1 July: CCX Tanker Freight from ME to China and Dirty Tanker TD3C are both climbing. There is more oil out of the Gulf and more demand from China. If China opens up refining capacity meaningfully, then crude will move higher again.
5 July: China services PMI moves from 41.4 to 54.5 without passing by the 49.6 forecast box. This is typically volatile and prone to revisions, but now you have services confirming the expansionary industrial reading.
5 July: Many new cases of C-19 have been detected in Shanghai. A KTV host is thought to be patient-zero. They performed at 6 venues in 5 districts 🎤. Panic at transport hubs.
h/t @nicjamtobin, @91Mafio, @jin_trade
7 July: The IIF capital flows tracker showed that China was the only Asia jurisdiction getting inflows yesterday. However, HY and construction will take some time to unwind.
8 July: Aerial supervision of Chinese steel mills shows o/p queue (finished steel) and i/p queue (scrap steel) were at a standstill. Industrial facilities were forced to run at max capacity post-Shanghai lockdown as an act of window-dressing despite no demand.
8 July: The majority of the EAF steel mills have scrap input and are easy to shut down. But large steel mills (BF/BOF) with iron ore as input will not shut down easily. They have frontloaded maintenance.
8 July: The correlation between industrial production and minor bulk demand debunks any recession narrative. This is despite China's lockdowns and with more infrastructure spending on the way.
9 July: Recently leaked data suggests:
-China's births began to decline in 1991.
-The population is now less than 1.28 billion, not the official 1.41 billion.
-The population began to shrink in 2018, not 2031 as officially predicted.
11 July: Stories of bank runs are starting to cluster despite being systematically denied. New home sales in China go below 600ksm, increasing strain on developers with long tendrils into the banking system.
13 July: The China Iron and Steel Association convened on Friday for a Q2 industry review. Its findings were: Steel demand is low, domestically and globally. Steelmakers are losing money.
14 July: China exported 3.21 million mt of oil products in June. A slump of 50.2% from June 2021, accelerating from a drop of 39.5% in May. It's likely they want their own economy to profit from the discount on Russian/Ural oil.
14 July: Iron ore spot prices and the correlation between China PPI & the Baltic Capesize index do not indicate that there is an infrastructure spending splurge underway.
19 July: China and other non-OECD members are in crude and products hoarding mood. China has large excess reserves and they are re-balancing from holding USTs to holding physical barrels.
@kittysquiddy 23 July: China moves to quash a revolt among homeowners who have threatened to renege on mortgages on unfinished properties, censoring social-media posts and telling banks to keep money flowing to developers.
29 July: Tensions in the South China Sea as PLA Day celebrations approach and rumours of a Pelosi trip to Taiwan circulate. It seems that the CCP has chosen not to suppress the rhetoric and it is playing out more publicly than previous tensions.
March. A month of contradictions with China seemingly trying to balance between increased self-reliance while at the same time promoting international openness. While we saw government departmental cuts across the board, there was also a 7.2% increase in defence spending.
December. Leaders have moved to address the demands of protesters by signalling an easing of the country’s strict Covid-19 policies. At the same time, police have deployed en masse to the sites of protests and hunted down activists, one by one.
9 May - No sign of an end to COVID restrictions. The situation in Shanghai & Beijing getting worse. The interior supply chain infrastructure has been halted. One explanation is that medical infrastructure could be overwhelmed, posing a general health crisis.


* **Task objective**:
Please write every entry out again, exactly as it reads below.

══ Records for the exercise ══

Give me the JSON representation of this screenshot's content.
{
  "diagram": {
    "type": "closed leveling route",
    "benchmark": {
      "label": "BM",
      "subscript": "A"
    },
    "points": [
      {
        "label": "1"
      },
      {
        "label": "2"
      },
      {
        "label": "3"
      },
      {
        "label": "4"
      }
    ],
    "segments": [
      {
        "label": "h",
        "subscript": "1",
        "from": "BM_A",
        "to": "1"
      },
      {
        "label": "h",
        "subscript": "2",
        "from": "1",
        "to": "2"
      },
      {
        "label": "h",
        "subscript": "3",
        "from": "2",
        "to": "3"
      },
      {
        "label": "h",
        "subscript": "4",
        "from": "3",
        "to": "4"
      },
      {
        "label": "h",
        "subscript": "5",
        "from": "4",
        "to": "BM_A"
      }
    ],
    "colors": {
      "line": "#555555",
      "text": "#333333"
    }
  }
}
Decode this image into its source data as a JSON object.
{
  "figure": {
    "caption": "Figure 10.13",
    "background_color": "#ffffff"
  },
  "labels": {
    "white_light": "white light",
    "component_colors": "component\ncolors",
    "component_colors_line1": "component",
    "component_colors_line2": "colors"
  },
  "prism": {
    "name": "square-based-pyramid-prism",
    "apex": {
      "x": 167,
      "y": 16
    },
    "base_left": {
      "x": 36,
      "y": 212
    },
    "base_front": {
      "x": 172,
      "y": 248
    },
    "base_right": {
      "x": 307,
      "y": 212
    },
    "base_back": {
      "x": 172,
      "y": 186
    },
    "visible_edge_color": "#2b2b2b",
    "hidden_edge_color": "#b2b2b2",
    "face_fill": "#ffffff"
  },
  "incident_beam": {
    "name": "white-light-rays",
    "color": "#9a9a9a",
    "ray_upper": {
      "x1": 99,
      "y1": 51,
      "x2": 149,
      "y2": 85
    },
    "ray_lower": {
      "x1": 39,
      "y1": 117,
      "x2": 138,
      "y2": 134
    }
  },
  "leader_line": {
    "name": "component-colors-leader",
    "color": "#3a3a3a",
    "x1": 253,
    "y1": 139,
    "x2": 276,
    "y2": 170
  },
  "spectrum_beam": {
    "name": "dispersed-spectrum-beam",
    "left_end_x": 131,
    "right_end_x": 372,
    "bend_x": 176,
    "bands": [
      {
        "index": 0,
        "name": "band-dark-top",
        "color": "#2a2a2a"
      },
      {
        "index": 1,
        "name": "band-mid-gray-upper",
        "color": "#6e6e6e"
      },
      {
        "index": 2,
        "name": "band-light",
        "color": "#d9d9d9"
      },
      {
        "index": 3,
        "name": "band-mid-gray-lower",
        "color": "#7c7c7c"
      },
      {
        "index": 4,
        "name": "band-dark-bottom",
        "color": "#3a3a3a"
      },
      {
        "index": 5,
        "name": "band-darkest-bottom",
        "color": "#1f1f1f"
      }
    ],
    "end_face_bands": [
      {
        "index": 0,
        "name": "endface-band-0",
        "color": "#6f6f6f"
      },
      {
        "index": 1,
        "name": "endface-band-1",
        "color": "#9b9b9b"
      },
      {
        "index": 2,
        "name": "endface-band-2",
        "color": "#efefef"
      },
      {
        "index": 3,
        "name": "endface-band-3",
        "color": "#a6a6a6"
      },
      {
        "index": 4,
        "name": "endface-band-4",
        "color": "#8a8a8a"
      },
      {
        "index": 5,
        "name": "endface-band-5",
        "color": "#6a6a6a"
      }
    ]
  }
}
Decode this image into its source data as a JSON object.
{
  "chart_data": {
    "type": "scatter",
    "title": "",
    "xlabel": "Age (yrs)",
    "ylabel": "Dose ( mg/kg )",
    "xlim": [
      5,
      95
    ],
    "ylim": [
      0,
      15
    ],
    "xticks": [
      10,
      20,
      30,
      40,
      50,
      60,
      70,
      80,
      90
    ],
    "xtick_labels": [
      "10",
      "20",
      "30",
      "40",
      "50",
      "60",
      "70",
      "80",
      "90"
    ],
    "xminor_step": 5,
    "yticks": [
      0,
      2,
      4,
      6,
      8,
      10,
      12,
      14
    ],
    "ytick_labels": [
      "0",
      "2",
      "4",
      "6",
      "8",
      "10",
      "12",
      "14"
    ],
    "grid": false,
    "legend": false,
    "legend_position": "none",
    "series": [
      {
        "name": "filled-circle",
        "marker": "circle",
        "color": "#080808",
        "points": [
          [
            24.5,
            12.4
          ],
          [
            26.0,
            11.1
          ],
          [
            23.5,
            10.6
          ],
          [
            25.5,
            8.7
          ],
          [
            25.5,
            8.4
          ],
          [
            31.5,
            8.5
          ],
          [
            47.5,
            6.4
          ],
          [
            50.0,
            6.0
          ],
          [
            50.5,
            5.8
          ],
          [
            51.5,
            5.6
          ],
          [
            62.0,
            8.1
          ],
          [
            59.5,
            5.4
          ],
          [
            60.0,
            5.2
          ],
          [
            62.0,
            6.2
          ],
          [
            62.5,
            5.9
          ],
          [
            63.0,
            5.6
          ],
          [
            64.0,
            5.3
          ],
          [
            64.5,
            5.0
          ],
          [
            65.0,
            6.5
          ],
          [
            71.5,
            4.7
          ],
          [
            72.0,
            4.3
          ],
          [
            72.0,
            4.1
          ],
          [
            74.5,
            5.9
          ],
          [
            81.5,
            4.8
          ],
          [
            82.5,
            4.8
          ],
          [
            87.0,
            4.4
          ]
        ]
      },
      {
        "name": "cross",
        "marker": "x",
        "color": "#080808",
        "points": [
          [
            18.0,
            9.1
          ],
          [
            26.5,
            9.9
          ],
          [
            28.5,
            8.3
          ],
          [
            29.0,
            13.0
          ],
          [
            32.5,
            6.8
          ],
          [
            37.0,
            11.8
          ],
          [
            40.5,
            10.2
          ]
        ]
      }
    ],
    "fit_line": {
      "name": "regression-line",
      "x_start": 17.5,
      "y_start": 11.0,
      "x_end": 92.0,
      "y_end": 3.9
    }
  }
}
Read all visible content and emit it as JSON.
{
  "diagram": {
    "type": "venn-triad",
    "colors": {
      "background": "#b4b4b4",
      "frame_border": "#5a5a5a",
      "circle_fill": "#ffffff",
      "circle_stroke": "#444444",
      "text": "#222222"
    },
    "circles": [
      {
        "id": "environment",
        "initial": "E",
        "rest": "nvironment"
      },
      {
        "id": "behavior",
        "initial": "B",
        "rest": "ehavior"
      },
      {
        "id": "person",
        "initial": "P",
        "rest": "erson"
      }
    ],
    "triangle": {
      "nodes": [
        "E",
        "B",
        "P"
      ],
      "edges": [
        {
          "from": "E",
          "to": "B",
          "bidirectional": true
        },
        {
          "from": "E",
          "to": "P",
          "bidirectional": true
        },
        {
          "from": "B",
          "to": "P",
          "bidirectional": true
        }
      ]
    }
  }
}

═══

* **Solution to this problem**:
Give me the JSON representation of this screenshot's content.
{
  "diagram": {
    "type": "closed leveling route",
    "benchmark": {
      "label": "BM",
      "subscript": "A"
    },
    "points": [
      {
        "label": "1"
      },
      {
        "label": "2"
      },
      {
        "label": "3"
      },
      {
        "label": "4"
      }
    ],
    "segments": [
      {
        "label": "h",
        "subscript": "1",
        "from": "BM_A",
        "to": "1"
      },
      {
        "label": "h",
        "subscript": "2",
        "from": "1",
        "to": "2"
      },
      {
        "label": "h",
        "subscript": "3",
        "from": "2",
        "to": "3"
      },
      {
        "label": "h",
        "subscript": "4",
        "from": "3",
        "to": "4"
      },
      {
        "label": "h",
        "subscript": "5",
        "from": "4",
        "to": "BM_A"
      }
    ],
    "colors": {
      "line": "#555555",
      "text": "#333333"
    }
  }
}
Decode this image into its source data as a JSON object.
{
  "figure": {
    "caption": "Figure 10.13",
    "background_color": "#ffffff"
  },
  "labels": {
    "white_light": "white light",
    "component_colors": "component\ncolors",
    "component_colors_line1": "component",
    "component_colors_line2": "colors"
  },
  "prism": {
    "name": "square-based-pyramid-prism",
    "apex": {
      "x": 167,
      "y": 16
    },
    "base_left": {
      "x": 36,
      "y": 212
    },
    "base_front": {
      "x": 172,
      "y": 248
    },
    "base_right": {
      "x": 307,
      "y": 212
    },
    "base_back": {
      "x": 172,
      "y": 186
    },
    "visible_edge_color": "#2b2b2b",
    "hidden_edge_color": "#b2b2b2",
    "face_fill": "#ffffff"
  },
  "incident_beam": {
    "name": "white-light-rays",
    "color": "#9a9a9a",
    "ray_upper": {
      "x1": 99,
      "y1": 51,
      "x2": 149,
      "y2": 85
    },
    "ray_lower": {
      "x1": 39,
      "y1": 117,
      "x2": 138,
      "y2": 134
    }
  },
  "leader_line": {
    "name": "component-colors-leader",
    "color": "#3a3a3a",
    "x1": 253,
    "y1": 139,
    "x2": 276,
    "y2": 170
  },
  "spectrum_beam": {
    "name": "dispersed-spectrum-beam",
    "left_end_x": 131,
    "right_end_x": 372,
    "bend_x": 176,
    "bands": [
      {
        "index": 0,
        "name": "band-dark-top",
        "color": "#2a2a2a"
      },
      {
        "index": 1,
        "name": "band-mid-gray-upper",
        "color": "#6e6e6e"
      },
      {
        "index": 2,
        "name": "band-light",
        "color": "#d9d9d9"
      },
      {
        "index": 3,
        "name": "band-mid-gray-lower",
        "color": "#7c7c7c"
      },
      {
        "index": 4,
        "name": "band-dark-bottom",
        "color": "#3a3a3a"
      },
      {
        "index": 5,
        "name": "band-darkest-bottom",
        "color": "#1f1f1f"
      }
    ],
    "end_face_bands": [
      {
        "index": 0,
        "name": "endface-band-0",
        "color": "#6f6f6f"
      },
      {
        "index": 1,
        "name": "endface-band-1",
        "color": "#9b9b9b"
      },
      {
        "index": 2,
        "name": "endface-band-2",
        "color": "#efefef"
      },
      {
        "index": 3,
        "name": "endface-band-3",
        "color": "#a6a6a6"
      },
      {
        "index": 4,
        "name": "endface-band-4",
        "color": "#8a8a8a"
      },
      {
        "index": 5,
        "name": "endface-band-5",
        "color": "#6a6a6a"
      }
    ]
  }
}
Decode this image into its source data as a JSON object.
{
  "chart_data": {
    "type": "scatter",
    "title": "",
    "xlabel": "Age (yrs)",
    "ylabel": "Dose ( mg/kg )",
    "xlim": [
      5,
      95
    ],
    "ylim": [
      0,
      15
    ],
    "xticks": [
      10,
      20,
      30,
      40,
      50,
      60,
      70,
      80,
      90
    ],
    "xtick_labels": [
      "10",
      "20",
      "30",
      "40",
      "50",
      "60",
      "70",
      "80",
      "90"
    ],
    "xminor_step": 5,
    "yticks": [
      0,
      2,
      4,
      6,
      8,
      10,
      12,
      14
    ],
    "ytick_labels": [
      "0",
      "2",
      "4",
      "6",
      "8",
      "10",
      "12",
      "14"
    ],
    "grid": false,
    "legend": false,
    "legend_position": "none",
    "series": [
      {
        "name": "filled-circle",
        "marker": "circle",
        "color": "#080808",
        "points": [
          [
            24.5,
            12.4
          ],
          [
            26.0,
            11.1
          ],
          [
            23.5,
            10.6
          ],
          [
            25.5,
            8.7
          ],
          [
            25.5,
            8.4
          ],
          [
            31.5,
            8.5
          ],
          [
            47.5,
            6.4
          ],
          [
            50.0,
            6.0
          ],
          [
            50.5,
            5.8
          ],
          [
            51.5,
            5.6
          ],
          [
            62.0,
            8.1
          ],
          [
            59.5,
            5.4
          ],
          [
            60.0,
            5.2
          ],
          [
            62.0,
            6.2
          ],
          [
            62.5,
            5.9
          ],
          [
            63.0,
            5.6
          ],
          [
            64.0,
            5.3
          ],
          [
            64.5,
            5.0
          ],
          [
            65.0,
            6.5
          ],
          [
            71.5,
            4.7
          ],
          [
            72.0,
            4.3
          ],
          [
            72.0,
            4.1
          ],
          [
            74.5,
            5.9
          ],
          [
            81.5,
            4.8
          ],
          [
            82.5,
            4.8
          ],
          [
            87.0,
            4.4
          ]
        ]
      },
      {
        "name": "cross",
        "marker": "x",
        "color": "#080808",
        "points": [
          [
            18.0,
            9.1
          ],
          [
            26.5,
            9.9
          ],
          [
            28.5,
            8.3
          ],
          [
            29.0,
            13.0
          ],
          [
            32.5,
            6.8
          ],
          [
            37.0,
            11.8
          ],
          [
            40.5,
            10.2
          ]
        ]
      }
    ],
    "fit_line": {
      "name": "regression-line",
      "x_start": 17.5,
      "y_start": 11.0,
      "x_end": 92.0,
      "y_end": 3.9
    }
  }
}
Read all visible content and emit it as JSON.
{
  "diagram": {
    "type": "venn-triad",
    "colors": {
      "background": "#b4b4b4",
      "frame_border": "#5a5a5a",
      "circle_fill": "#ffffff",
      "circle_stroke": "#444444",
      "text": "#222222"
    },
    "circles": [
      {
        "id": "environment",
        "initial": "E",
        "rest": "nvironment"
      },
      {
        "id": "behavior",
        "initial": "B",
        "rest": "ehavior"
      },
      {
        "id": "person",
        "initial": "P",
        "rest": "erson"
      }
    ],
    "triangle": {
      "nodes": [
        "E",
        "B",
        "P"
      ],
      "edges": [
        {
          "from": "E",
          "to": "B",
          "bidirectional": true
        },
        {
          "from": "E",
          "to": "P",
          "bidirectional": true
        },
        {
          "from": "B",
          "to": "P",
          "bidirectional": true
        }
      ]
    }
  }
}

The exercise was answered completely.